Reuters reported earlier this month that the Section of Defense was likely to designate four even more Chinese companies seeing that owned or manipulated by the Chinese army, bringing the amount of Chinese companies damaged to 35.

It had been not immediately sharp when the brand new tranche will be published in the Federal Register. However the list comprises China Construction Technology and China International Engineering Consulting Corp, furthermore to Semiconductor Making International Corp (SMIC) and China National Offshore Oil Corp (CNOOC), in line with the document and three sources.

The Defense Department did not respond to a request for comment.

The move, in conjunction with similar policies, sometimes appears as wanting to cement outgoing Republican President Donald Trump's tough-on-China legacy and also to box incoming Democrat Biden into hardline positions on Beijing amid bipartisan anti-China sentiment in Congress.

The list can be part of a broader effort by Washington to target what it sees as Beijing's efforts to enlist corporations to harness emerging civilian technologies for military purposes.
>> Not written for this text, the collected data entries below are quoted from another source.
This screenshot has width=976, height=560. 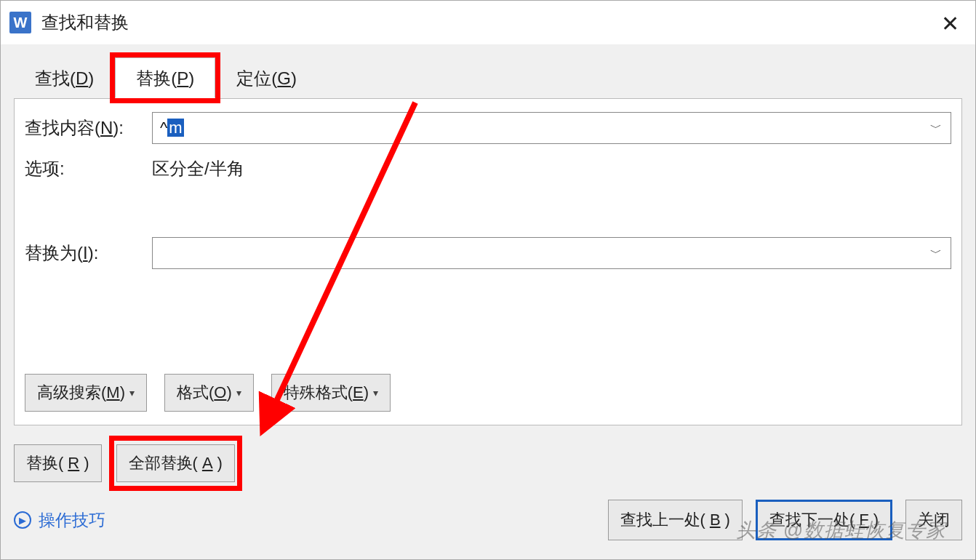 What do you see at coordinates (23, 520) in the screenshot?
I see `play-icon: ▶` at bounding box center [23, 520].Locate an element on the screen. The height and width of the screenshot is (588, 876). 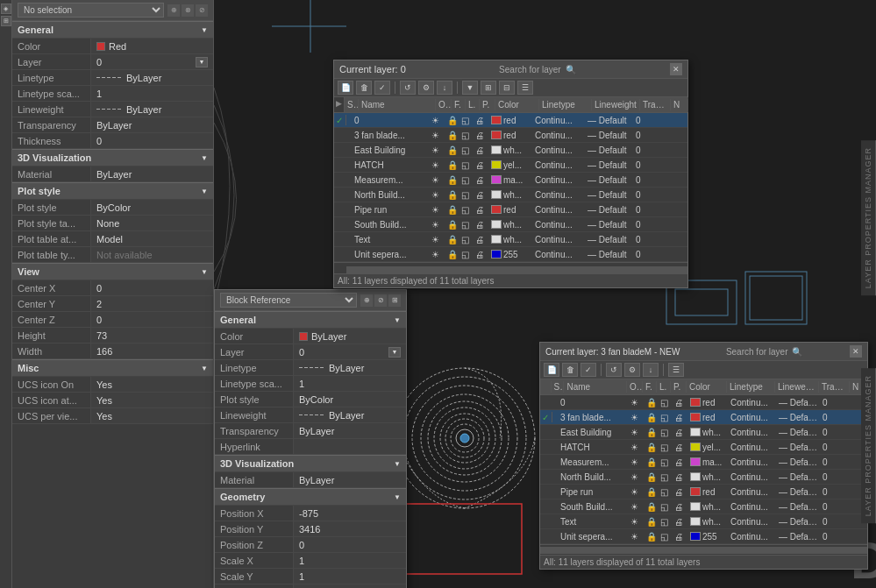
layer-footer-top: All: 11 layers displayed of 11 total lay… is located at coordinates (510, 280).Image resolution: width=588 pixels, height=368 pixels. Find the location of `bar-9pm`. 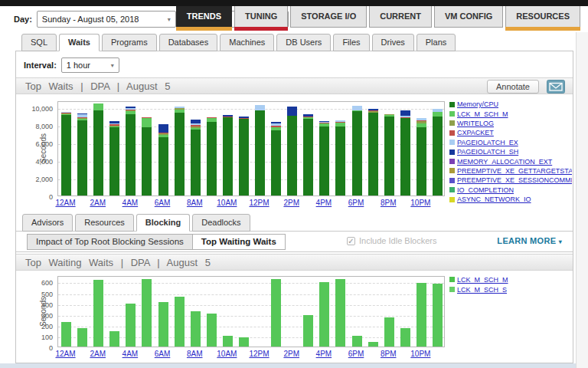

bar-9pm is located at coordinates (406, 153).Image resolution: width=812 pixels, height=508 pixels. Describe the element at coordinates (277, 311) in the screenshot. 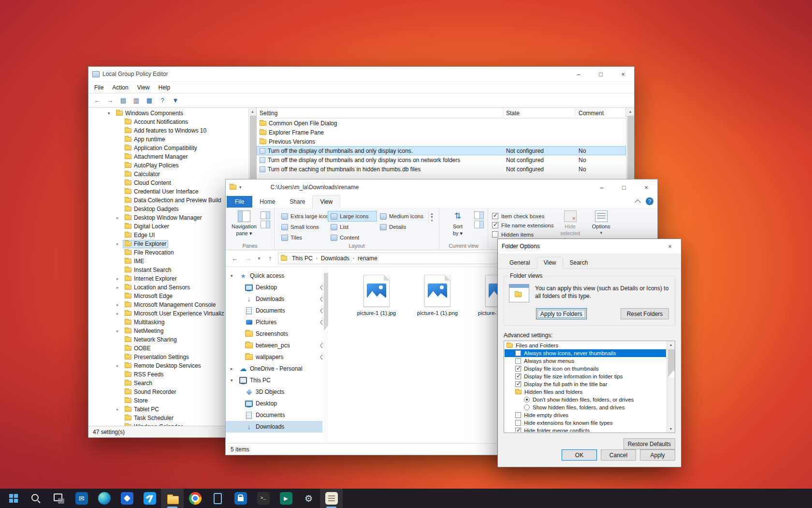

I see `sidebar-item: Documents` at that location.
Reuters reported the other day that the Trump administration is near to declaring that 89 Chinese aerospace and other companies have military ties, restricting them from buying a selection of US goods and technology.

SMIC was already in Washington's crosshairs. In September, the US Commerce Department imposed constraints on exports to the business after concluding there was an "unacceptable risk" that products supplied to it may be employed for military purposes.

The set of "Communist Chinese Army Companies" was mandated by a 1999 rules requiring the Pentagon to compile a catalogue of companies "owned or controlled" by the People's Liberation Army, but the Defense Department only complied in 2020. Giants like Hikvision, China Telecom and China Mobile were added before this year.

This month, the White House published an executive order, first reported by Reuters, that sought to provide teeth to the list by prohibiting US investors from buying securities of the blacklisted companies from November 2021.

The directive is unlikely to deal the firms a serious blow, experts said, due to its limited scope, uncertainty about the stance of the Biden administration and already-scant holdings by US funds.

Still, combined with different measures, it deepens a rift around Washington and Beijing, previously at loggerheads more than the coronavirus and China's crackdown on Hong Kong.

Congress and the administration have got sought increasingly to curb the US market gain access to of Chinese businesses that do not adhere to rules faced by American rivals, even if which means antagonising Wall Street.